In either case above, you will ideally need at least two otherwise identical clubs with different grip sizes on them and all other specifications set equally. Trying one grip size one day and another the next day after installing and drying on the same club will simply not work, as with that amount of time elapsing there is really no usable swing frame of reference to be had between trying different grip sizes. And trying to quickly put on and take off different grip sizes working with a single club using air pressure is just as bad if not worse. Added details are warranted in order to truly appreciate some of the causes and effects encountered regarding why these other procedures are inadequate, but this is also best left for a different posting. Fitting a crucial golf club specification like grip size, which can physically affect whether one’s best swing speed and control will be achieved, is not like fitting the loft of a clubhead or flex of shaft, specifications that primarily affect ball travel results. (Ball travel results are not unimportant, but they are less important relative to one’s direct swing performance). Fitting grip size is something that just needs to be done the right way, and there are really no shortcuts that I am aware of if accurate results are to be confidently obtained.
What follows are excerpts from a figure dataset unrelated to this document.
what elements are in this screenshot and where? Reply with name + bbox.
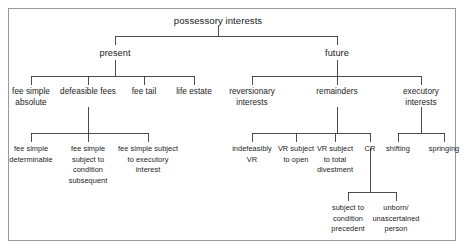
- node-executory-interests: executory interests: [396, 87, 446, 108]
- node-indefeasibly-vr: indefeasibly VR: [230, 144, 274, 165]
- node-subject-to-condition-precedent: subject to condition precedent: [325, 203, 371, 235]
- node-unborn-unascertained-person: unborn/ unascertained person: [372, 203, 420, 235]
- node-springing: springing: [425, 144, 463, 155]
- node-present: present: [70, 47, 160, 59]
- node-fee-simple-subject-to-condition-subsequent: fee simple subject to condition subseque…: [63, 144, 113, 186]
- node-fee-tail: fee tail: [121, 87, 167, 98]
- node-vr-subject-to-open: VR subject to open: [277, 144, 315, 165]
- node-future: future: [292, 47, 382, 59]
- node-defeasible-fees: defeasible fees: [60, 87, 116, 98]
- node-remainders: remainders: [302, 87, 372, 98]
- node-life-estate: life estate: [166, 87, 222, 98]
- node-fee-simple-subject-to-executory-interest: fee simple subject to executory interest: [117, 144, 179, 176]
- node-fee-simple-determinable: fee simple determinable: [3, 144, 59, 165]
- node-possessory-interests: possessory interests: [148, 15, 288, 27]
- node-vr-subject-to-total-divestment: VR subject to total divestment: [315, 144, 355, 176]
- node-shifting: shifting: [381, 144, 415, 155]
- diagram-page: possessory interests present future fee …: [0, 0, 466, 251]
- node-reversionary-interests: reversionary interests: [223, 87, 281, 108]
- node-cr: CR: [359, 144, 381, 155]
- node-fee-simple-absolute: fee simple absolute: [3, 87, 59, 108]
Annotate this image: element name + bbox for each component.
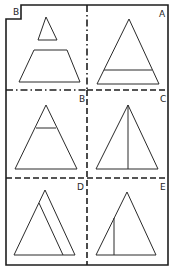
option-b-label: B bbox=[79, 94, 85, 104]
option-a-label: A bbox=[159, 9, 166, 19]
option-d[interactable]: D bbox=[14, 182, 84, 255]
triangle bbox=[15, 105, 77, 169]
puzzle-svg: B A B C D E bbox=[0, 0, 174, 270]
trapezoid bbox=[19, 50, 80, 82]
small-triangle bbox=[38, 17, 57, 40]
option-e-label: E bbox=[160, 182, 166, 192]
option-c-label: C bbox=[160, 94, 166, 104]
triangle bbox=[96, 192, 156, 255]
triangle bbox=[96, 105, 158, 169]
option-c[interactable]: C bbox=[96, 94, 166, 169]
option-e[interactable]: E bbox=[96, 182, 166, 255]
option-d-label: D bbox=[77, 182, 84, 192]
inner-triangle-edge bbox=[39, 203, 63, 255]
option-b[interactable]: B bbox=[15, 94, 85, 169]
corner-label: B bbox=[13, 7, 19, 17]
triangle bbox=[97, 19, 159, 84]
option-a[interactable]: A bbox=[97, 9, 166, 84]
reference-panel bbox=[19, 17, 80, 82]
outer-triangle bbox=[14, 190, 75, 255]
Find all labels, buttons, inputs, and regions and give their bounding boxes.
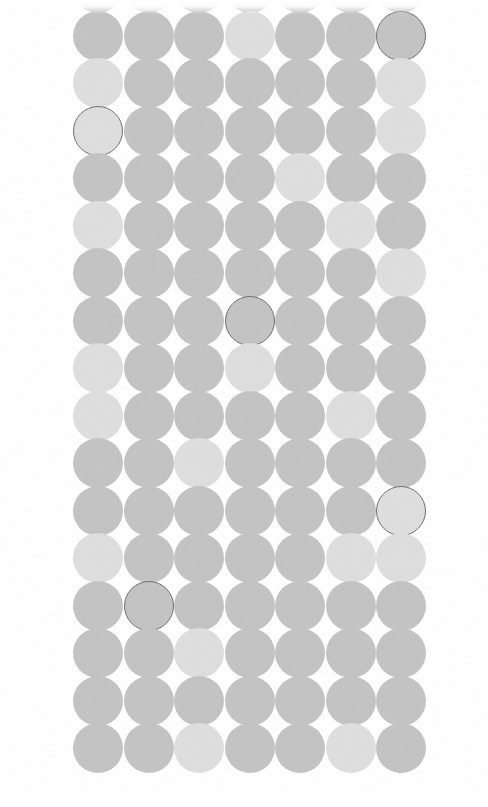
marked-circle [124, 581, 174, 631]
dot-grid-canvas [0, 0, 488, 807]
circle [124, 153, 174, 203]
circle [73, 58, 123, 108]
circle [73, 676, 123, 726]
circle [225, 391, 275, 441]
circle [73, 296, 123, 346]
circle [225, 628, 275, 678]
circle [174, 58, 224, 108]
circle [376, 676, 426, 726]
circle [124, 11, 174, 61]
circle [174, 438, 224, 488]
circle [326, 248, 376, 298]
circle [73, 391, 123, 441]
circle [174, 486, 224, 536]
circle [376, 153, 426, 203]
circle [225, 533, 275, 583]
circle [376, 106, 426, 156]
circle [275, 723, 325, 773]
marked-circle [376, 11, 426, 61]
circle [376, 391, 426, 441]
circle [275, 486, 325, 536]
circle [326, 201, 376, 251]
circle [275, 676, 325, 726]
circle [225, 248, 275, 298]
circle [376, 58, 426, 108]
circle [376, 723, 426, 773]
circle [326, 581, 376, 631]
circle [73, 581, 123, 631]
circle [225, 723, 275, 773]
circle [376, 248, 426, 298]
circle [376, 628, 426, 678]
circle [326, 391, 376, 441]
circle [275, 11, 325, 61]
circle [174, 391, 224, 441]
circle [174, 11, 224, 61]
circle [124, 628, 174, 678]
circle [326, 676, 376, 726]
circle [275, 343, 325, 393]
circle [73, 438, 123, 488]
circle [124, 486, 174, 536]
circle [174, 106, 224, 156]
circle [124, 533, 174, 583]
circle [124, 201, 174, 251]
circle [225, 676, 275, 726]
circle [326, 723, 376, 773]
circle-grid [0, 0, 488, 807]
circle [376, 296, 426, 346]
circle [326, 343, 376, 393]
circle [275, 153, 325, 203]
circle [275, 581, 325, 631]
circle [275, 533, 325, 583]
circle [225, 106, 275, 156]
circle [73, 248, 123, 298]
circle [225, 201, 275, 251]
circle [326, 486, 376, 536]
circle [174, 581, 224, 631]
circle [376, 201, 426, 251]
circle [124, 58, 174, 108]
circle [174, 676, 224, 726]
circle [73, 723, 123, 773]
circle [124, 438, 174, 488]
circle [275, 391, 325, 441]
circle [376, 581, 426, 631]
circle [326, 11, 376, 61]
circle [326, 533, 376, 583]
circle [73, 201, 123, 251]
circle [326, 438, 376, 488]
circle [174, 533, 224, 583]
circle [225, 11, 275, 61]
circle [326, 628, 376, 678]
circle [275, 58, 325, 108]
circle [124, 676, 174, 726]
marked-circle [376, 486, 426, 536]
circle [326, 296, 376, 346]
circle [275, 106, 325, 156]
circle [376, 438, 426, 488]
circle [275, 201, 325, 251]
circle [124, 296, 174, 346]
circle [73, 153, 123, 203]
circle [124, 106, 174, 156]
circle [376, 343, 426, 393]
circle [225, 58, 275, 108]
circle [326, 58, 376, 108]
circle [124, 723, 174, 773]
circle [73, 628, 123, 678]
marked-circle [225, 296, 275, 346]
circle [326, 106, 376, 156]
circle [174, 296, 224, 346]
circle [174, 201, 224, 251]
circle [174, 248, 224, 298]
circle [275, 628, 325, 678]
circle [225, 343, 275, 393]
circle [174, 153, 224, 203]
circle [174, 723, 224, 773]
circle [73, 533, 123, 583]
circle [124, 391, 174, 441]
circle [124, 248, 174, 298]
circle [275, 438, 325, 488]
circle [225, 438, 275, 488]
Many may call this a trial and error process and not “scientific” in their minds. But if the goal is to fit the best golf grip size for your swing, then the scientific process dictates that you must swing, and commonly swing a whole lot in order to obtain the best scientific solution. How consistent or inconsistent you feel your swing might be or how confident or unconfident you might feel about it is irrelevant with respect to the testing that simply must be done. You will just have to deal with any such feelings and swing if you want to try to figure out what the best golf grip size is for your current swing (or the best size for your current ball travel results as the case may be). Trial and error becomes increasingly and extremely scientific in nature as the conditions of testing become more tightly controlled from one test club to the next.
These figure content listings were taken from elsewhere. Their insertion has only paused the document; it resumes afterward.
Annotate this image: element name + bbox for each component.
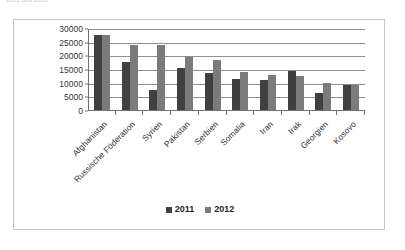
bar-2012 bbox=[240, 72, 248, 111]
bar-2011 bbox=[315, 93, 323, 111]
bar-group bbox=[116, 29, 144, 111]
bar-2011 bbox=[94, 35, 102, 111]
bar-2011 bbox=[205, 73, 213, 111]
bar-group bbox=[282, 29, 310, 111]
legend-entry-2012: 2012 bbox=[205, 205, 234, 214]
legend-label: 2011 bbox=[175, 205, 195, 214]
x-axis-label-cell: Pakistan bbox=[171, 113, 199, 183]
y-axis-labels: 050001000015000200002500030000 bbox=[40, 24, 86, 116]
bar-2011 bbox=[177, 68, 185, 111]
bar-2011 bbox=[288, 71, 296, 111]
x-axis-label-cell: Russische Föderation bbox=[116, 113, 144, 183]
bar-2012 bbox=[268, 75, 276, 111]
legend-label: 2012 bbox=[214, 205, 234, 214]
y-axis-tick-label: 15000 bbox=[59, 66, 83, 75]
x-axis-category-label: Irak bbox=[286, 119, 303, 136]
bar-group bbox=[337, 29, 365, 111]
bar-group bbox=[143, 29, 171, 111]
bar-2011 bbox=[149, 90, 157, 111]
y-axis-line bbox=[88, 29, 89, 111]
legend-swatch-icon bbox=[205, 207, 211, 213]
bar-2012 bbox=[296, 76, 304, 111]
bar-2012 bbox=[157, 45, 165, 111]
top-caption: 2011 und 2012 bbox=[6, 0, 48, 3]
bar-group bbox=[227, 29, 255, 111]
y-axis-tick-label: 20000 bbox=[59, 52, 83, 61]
y-axis-tick-label: 0 bbox=[78, 107, 83, 116]
x-axis-label-cell: Georgien bbox=[310, 113, 338, 183]
y-axis-tick-label: 5000 bbox=[64, 93, 83, 102]
bar-group bbox=[88, 29, 116, 111]
x-axis-label-cell: Kosovo bbox=[337, 113, 365, 183]
bar-2012 bbox=[213, 60, 221, 111]
bar-2011 bbox=[232, 79, 240, 111]
bar-group bbox=[254, 29, 282, 111]
x-axis-label-cell: Somalia bbox=[227, 113, 255, 183]
bars-layer bbox=[88, 29, 365, 111]
chart-legend: 20112012 bbox=[14, 205, 386, 214]
legend-entry-2011: 2011 bbox=[166, 205, 195, 214]
bar-group bbox=[171, 29, 199, 111]
bar-2012 bbox=[185, 57, 193, 111]
x-axis-category-label: Syrien bbox=[140, 119, 164, 143]
y-axis-tick-label: 25000 bbox=[59, 38, 83, 47]
y-axis-tick-label: 30000 bbox=[59, 25, 83, 34]
x-axis-label-cell: Iran bbox=[254, 113, 282, 183]
bar-2012 bbox=[323, 83, 331, 111]
bar-2012 bbox=[351, 85, 359, 111]
bar-group bbox=[199, 29, 227, 111]
bar-2012 bbox=[130, 45, 138, 111]
bar-group bbox=[310, 29, 338, 111]
bar-2011 bbox=[122, 62, 130, 111]
plot-area bbox=[88, 29, 365, 111]
x-axis-category-label: Iran bbox=[258, 119, 275, 136]
bar-2011 bbox=[343, 85, 351, 111]
x-axis-category-labels: AfghanistanRussische FöderationSyrienPak… bbox=[88, 113, 365, 183]
legend-swatch-icon bbox=[166, 207, 172, 213]
bar-2011 bbox=[260, 80, 268, 111]
bar-2012 bbox=[102, 35, 110, 111]
chart-frame: 050001000015000200002500030000 Afghanist… bbox=[13, 19, 385, 230]
y-axis-tick-label: 10000 bbox=[59, 79, 83, 88]
x-axis-label-cell: Serbien bbox=[199, 113, 227, 183]
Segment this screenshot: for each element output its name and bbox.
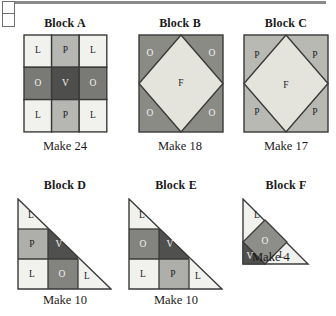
block-d-title: Block D bbox=[8, 178, 122, 193]
block-a-title: Block A bbox=[8, 16, 122, 31]
block-a-diagram: L P L O V O L P L bbox=[23, 34, 108, 133]
block-c-caption: Make 17 bbox=[236, 139, 336, 154]
block-f-title: Block F bbox=[236, 178, 336, 193]
block-c: Block C P P P P F Make 17 bbox=[236, 16, 336, 156]
block-a-caption: Make 24 bbox=[8, 139, 122, 154]
block-b-caption: Make 18 bbox=[128, 139, 232, 154]
block-b-title: Block B bbox=[128, 16, 232, 31]
block-d-diagram: L P V L O L bbox=[17, 198, 112, 290]
block-e: Block E L O V L P L Make 10 bbox=[122, 178, 230, 314]
block-d: Block D L P V L O L Make bbox=[8, 178, 122, 314]
block-c-title: Block C bbox=[236, 16, 336, 31]
block-e-diagram: L O V L P L bbox=[128, 198, 223, 290]
horizontal-rule bbox=[14, 1, 326, 4]
block-c-diagram: P P P P F bbox=[243, 34, 329, 133]
block-e-title: Block E bbox=[122, 178, 230, 193]
block-e-caption: Make 10 bbox=[122, 293, 230, 308]
block-d-caption: Make 10 bbox=[8, 293, 122, 308]
block-b-diagram: O O O O F bbox=[138, 34, 224, 133]
block-f-caption: Make 4 bbox=[252, 250, 336, 265]
block-f: Block F L O V L Make 4 bbox=[236, 178, 336, 314]
block-a: Block A L P L O V O L P L Make 24 bbox=[8, 16, 122, 156]
block-b: Block B O O O O F Make 18 bbox=[128, 16, 232, 156]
Unless there are extenuating circumstances, be sure to avoid the grip fitting concept of fitting by “comfort” at all costs (and the people recommending the concept), as this ridiculous method is about as bizarre as it gets for very sound and logical reasons. (This might be considered yet another subsection of effective golf grip size fitting theory and practice that I will perhaps soon expand upon in another posting). I mean good grief. If your express goal is to be really comfortable, skip the golf and maybe quit the game altogether like so many others have (with good reason) in recent years, buy yourself a drink, and go get a massage instead. But if you want to play your best golf, fit your golf grip size in fundamentally the same way that you fit every other golf club specification and specification value, which is by how well you perform, period. No matter how uncomfortable it might be at first, chances are you will become physically and mentally quite comfortable with the determined size relatively quickly when you perform better.
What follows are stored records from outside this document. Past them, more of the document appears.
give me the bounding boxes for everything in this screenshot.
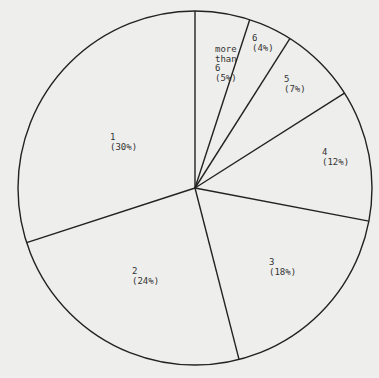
slice-label: 2(24%)	[132, 266, 159, 286]
slice-divider	[195, 39, 290, 188]
slice-divider	[195, 188, 239, 359]
pie-chart: morethan6(5%)6(4%)5(7%)4(12%)3(18%)2(24%…	[0, 0, 379, 378]
slice-label: 5(7%)	[284, 74, 306, 94]
slice-divider	[195, 188, 369, 221]
slice-label: 1(30%)	[110, 132, 137, 152]
slice-label: 3(18%)	[269, 257, 296, 277]
slice-divider	[27, 188, 195, 243]
slice-divider	[195, 93, 344, 188]
slice-label: 6(4%)	[252, 33, 274, 53]
slice-label: 4(12%)	[322, 147, 349, 167]
slice-label: morethan6(5%)	[215, 44, 237, 83]
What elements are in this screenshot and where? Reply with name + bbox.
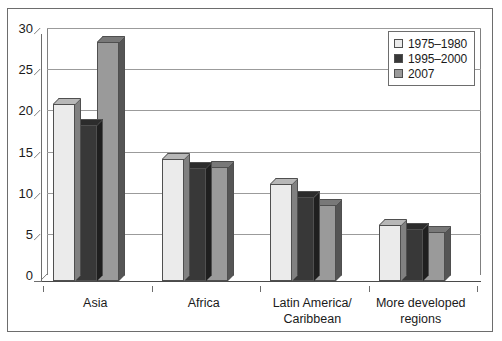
bar-front-face bbox=[379, 225, 401, 281]
legend-swatch-icon bbox=[394, 39, 403, 48]
bar bbox=[162, 159, 184, 281]
legend-item: 1995–2000 bbox=[394, 51, 467, 66]
bar-side-face bbox=[423, 223, 429, 281]
y-axis-tick-label: 25 bbox=[0, 62, 33, 77]
x-axis-category-label-line: More developed bbox=[357, 295, 486, 311]
y-axis-tick bbox=[34, 281, 41, 282]
bar-side-face bbox=[445, 226, 451, 281]
bar-side-face bbox=[292, 178, 298, 281]
x-axis-tick bbox=[260, 286, 261, 292]
bar-front-face bbox=[162, 159, 184, 281]
legend-label: 1995–2000 bbox=[408, 52, 467, 66]
bar-side-face bbox=[336, 199, 342, 281]
x-axis-tick bbox=[43, 286, 44, 292]
bar-side-face bbox=[75, 98, 81, 281]
legend-swatch-icon bbox=[394, 54, 403, 63]
y-axis-tick-label: 15 bbox=[0, 144, 33, 159]
legend-item: 2007 bbox=[394, 66, 467, 81]
bar-front-face bbox=[270, 184, 292, 281]
legend-swatch-icon bbox=[394, 69, 403, 78]
x-axis-category-label-line: regions bbox=[357, 311, 486, 327]
bar-side-face bbox=[401, 219, 407, 281]
bar-side-face bbox=[314, 191, 320, 281]
bar bbox=[270, 184, 292, 281]
legend-item: 1975–1980 bbox=[394, 36, 467, 51]
legend-label: 1975–1980 bbox=[408, 37, 467, 51]
x-axis-category-label: More developedregions bbox=[357, 295, 486, 327]
bar-side-face bbox=[119, 36, 125, 281]
bar bbox=[379, 225, 401, 281]
y-axis-tick-label: 20 bbox=[0, 103, 33, 118]
chart-figure: 051015202530 AsiaAfricaLatin America/Car… bbox=[0, 0, 502, 341]
y-axis-tick-label: 5 bbox=[0, 226, 33, 241]
gridline bbox=[47, 28, 481, 29]
legend-label: 2007 bbox=[408, 67, 434, 81]
x-axis-tick bbox=[152, 286, 153, 292]
axis-baseline bbox=[41, 281, 481, 282]
x-axis-tick bbox=[369, 286, 370, 292]
x-axis-tick bbox=[477, 286, 478, 292]
legend: 1975–1980 1995–2000 2007 bbox=[388, 31, 475, 86]
bar-front-face bbox=[53, 104, 75, 281]
y-axis-tick-label: 10 bbox=[0, 185, 33, 200]
bar bbox=[53, 104, 75, 281]
x-axis-labels: AsiaAfricaLatin America/CaribbeanMore de… bbox=[41, 286, 481, 336]
bar-side-face bbox=[206, 162, 212, 281]
bar-side-face bbox=[228, 161, 234, 281]
bar-side-face bbox=[184, 153, 190, 281]
y-axis-tick-label: 0 bbox=[0, 268, 33, 283]
bar-side-face bbox=[97, 119, 103, 281]
y-axis-tick-label: 30 bbox=[0, 21, 33, 36]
Illogical and downright poor clubfitting theories and practices developed by others in the past continue to plague the clubfitting trade as a whole (from major club manufacturers to small independent clubfitters to anybody in between). The way(s) this trade implements grip size fitting (one of the most critical and straightforward club specifications there is) is actually not even close to being the most absurd and incompetent practice commonly utilized, easily maintaining the clubfitting trade’s reputation as being the worst and most laughable in all of sports by far. There are legitimate explainable reasons why uncounted golfers still come away from so-called professional clubfittings playing worse than when they came in (notwithstanding modern launch monitors) and why the clubfitting industry (justifiably) has such a long and continuing history of poor performance. This addresses merely one of these reasons.